Right-sided placement results in significantly more tubes to be intrafissural because minor fissure is often in the area of chest tube insertion via  the lateral route, but it does not result in more tubes to be intraparenchymal or in the main fissure.

Pleural adhesions are classically considered as a risk factor for chest tube malposition.1,6,23–25In our study, however, factors predisposing to pleural adhesions (pneumonia, history of thoracotomy, empyema, thoracic drainage, or chest trauma) were not associated with an increased incidence of chest tube malposition. Pleural adhesions or anatomical predisposition to chest tube malposition most often remain ignored and may be frequently involved in the physiopathology. A systematic digital exploration of the pleural cavity, preceding drainage and searching for pleural adhesions, is to be recommended but was not evaluated in the current study.
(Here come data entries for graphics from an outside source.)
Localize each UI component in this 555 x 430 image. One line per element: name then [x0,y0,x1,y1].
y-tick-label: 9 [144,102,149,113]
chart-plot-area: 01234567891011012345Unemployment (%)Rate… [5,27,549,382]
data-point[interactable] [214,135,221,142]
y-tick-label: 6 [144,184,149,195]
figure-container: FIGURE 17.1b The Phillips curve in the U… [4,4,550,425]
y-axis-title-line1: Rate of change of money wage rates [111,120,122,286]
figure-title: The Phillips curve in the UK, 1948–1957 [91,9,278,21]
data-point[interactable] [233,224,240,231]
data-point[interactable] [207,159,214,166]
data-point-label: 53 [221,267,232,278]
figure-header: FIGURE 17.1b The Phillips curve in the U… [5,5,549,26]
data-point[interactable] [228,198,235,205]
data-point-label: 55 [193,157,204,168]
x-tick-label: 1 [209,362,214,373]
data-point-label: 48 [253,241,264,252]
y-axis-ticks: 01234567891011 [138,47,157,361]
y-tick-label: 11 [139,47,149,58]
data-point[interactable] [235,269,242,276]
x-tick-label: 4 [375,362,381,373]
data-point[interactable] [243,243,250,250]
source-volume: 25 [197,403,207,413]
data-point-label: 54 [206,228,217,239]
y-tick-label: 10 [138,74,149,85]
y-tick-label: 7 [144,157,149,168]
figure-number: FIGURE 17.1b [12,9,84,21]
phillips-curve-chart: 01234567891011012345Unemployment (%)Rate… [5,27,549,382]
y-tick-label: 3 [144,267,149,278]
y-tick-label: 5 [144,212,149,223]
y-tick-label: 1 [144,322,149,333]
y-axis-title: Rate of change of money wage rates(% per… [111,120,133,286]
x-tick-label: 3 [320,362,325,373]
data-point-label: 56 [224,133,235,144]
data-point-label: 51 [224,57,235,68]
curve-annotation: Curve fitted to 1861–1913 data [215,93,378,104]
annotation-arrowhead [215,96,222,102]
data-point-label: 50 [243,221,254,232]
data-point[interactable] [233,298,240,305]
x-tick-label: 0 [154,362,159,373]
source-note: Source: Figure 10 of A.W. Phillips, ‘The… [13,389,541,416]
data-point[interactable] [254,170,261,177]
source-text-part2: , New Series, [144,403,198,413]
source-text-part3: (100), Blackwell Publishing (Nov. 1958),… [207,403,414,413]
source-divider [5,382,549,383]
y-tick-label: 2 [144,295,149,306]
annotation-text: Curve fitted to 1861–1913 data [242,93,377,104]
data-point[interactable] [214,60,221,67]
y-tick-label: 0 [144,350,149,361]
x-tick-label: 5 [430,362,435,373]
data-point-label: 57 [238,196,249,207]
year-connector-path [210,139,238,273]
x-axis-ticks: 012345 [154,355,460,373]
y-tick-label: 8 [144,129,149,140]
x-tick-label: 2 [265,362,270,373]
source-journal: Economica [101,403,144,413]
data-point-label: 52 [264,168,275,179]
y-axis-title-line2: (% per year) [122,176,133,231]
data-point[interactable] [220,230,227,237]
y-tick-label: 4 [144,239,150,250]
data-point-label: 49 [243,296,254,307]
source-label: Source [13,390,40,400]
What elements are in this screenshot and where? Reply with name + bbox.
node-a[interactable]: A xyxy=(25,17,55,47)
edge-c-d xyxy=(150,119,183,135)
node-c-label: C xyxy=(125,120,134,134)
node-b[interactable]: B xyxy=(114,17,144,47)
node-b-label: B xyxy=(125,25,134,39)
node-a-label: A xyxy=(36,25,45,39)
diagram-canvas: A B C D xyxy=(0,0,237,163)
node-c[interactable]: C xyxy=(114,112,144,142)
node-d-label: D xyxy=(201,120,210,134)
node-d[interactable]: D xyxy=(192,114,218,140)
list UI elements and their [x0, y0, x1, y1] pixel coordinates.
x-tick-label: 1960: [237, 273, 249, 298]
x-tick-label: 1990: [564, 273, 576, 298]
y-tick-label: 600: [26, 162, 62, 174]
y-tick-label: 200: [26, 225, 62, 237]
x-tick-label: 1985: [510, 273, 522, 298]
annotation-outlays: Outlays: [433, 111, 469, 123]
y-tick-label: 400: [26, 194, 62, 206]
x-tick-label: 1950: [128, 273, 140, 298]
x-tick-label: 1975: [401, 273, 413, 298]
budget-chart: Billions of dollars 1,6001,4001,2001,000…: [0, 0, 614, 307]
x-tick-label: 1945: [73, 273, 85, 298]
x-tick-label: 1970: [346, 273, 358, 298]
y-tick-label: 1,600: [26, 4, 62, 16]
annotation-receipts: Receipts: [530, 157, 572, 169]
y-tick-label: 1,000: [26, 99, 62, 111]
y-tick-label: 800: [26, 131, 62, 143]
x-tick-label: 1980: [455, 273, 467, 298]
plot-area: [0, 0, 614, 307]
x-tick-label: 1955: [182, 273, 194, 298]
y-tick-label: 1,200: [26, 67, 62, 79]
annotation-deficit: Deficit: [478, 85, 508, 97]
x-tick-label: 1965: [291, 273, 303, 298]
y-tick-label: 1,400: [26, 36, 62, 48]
In fact, the thoracic drainage technique played a key role in the incidence of chest tube malposition. The deleterious role of a trocar has been previously suspected.1,26–28To our knowledge, this is the first study demonstrating a significant statistical link between its use and chest tube malposition. A tube in a rigid metallic trocar is, by itself, more susceptible to cause lung injury than a flexible tube directly inserted in the pleural space. It is even more dangerous when the tube is inserted where the lung is still in close contact with the parietal pleura, as demonstrated in our study.

In conclusion, the incidence of chest tube malposition was found to be as high as 30% in critically ill patients who underwent a thoracic CT scan for various clinical reasons. The only identified risk factor was the use of a trocar during tube insertion. Being aware of this complication, ICU physicians should reevaluate the benefit/risk ratio of pleural drainage and prefer a blunt dissection of the chest wall to the use of a short trocar. In addition, if a CT is performed after pleural drainage, physicians should systematically ask the radiologist to check the chest tube position, because neither clinical nor radiologic signs are sensitive enough to detect tube malposition.

The authors thank Ramon Aimé, Karine Paumier, Christelle Proux, and Nadine Thomas for their contribution in collecting digital recording of all of the computed tomography scans (X-ray Technicians, Service de Radiologie Polyvalente Diagnostique et Interventionnelle, Hôpital Pitié-Salpétrière, Assistance Publique Hôpitaux de Paris, University School of Medicine Pierre et Marie Curie, University of Paris 6, Paris, France) and Desa Marinkovic (Secretary, Surgical Intensive Care Unit Pierre Viars, Department of Anesthesiology and Critical Care, Hôpital Pitié-Salpétrière, Assistance Publique Hôpitaux de Paris, University School of Medicine Pierre et Marie Curie, University of Paris 6) for her contribution in typing and sending the information document to the patients.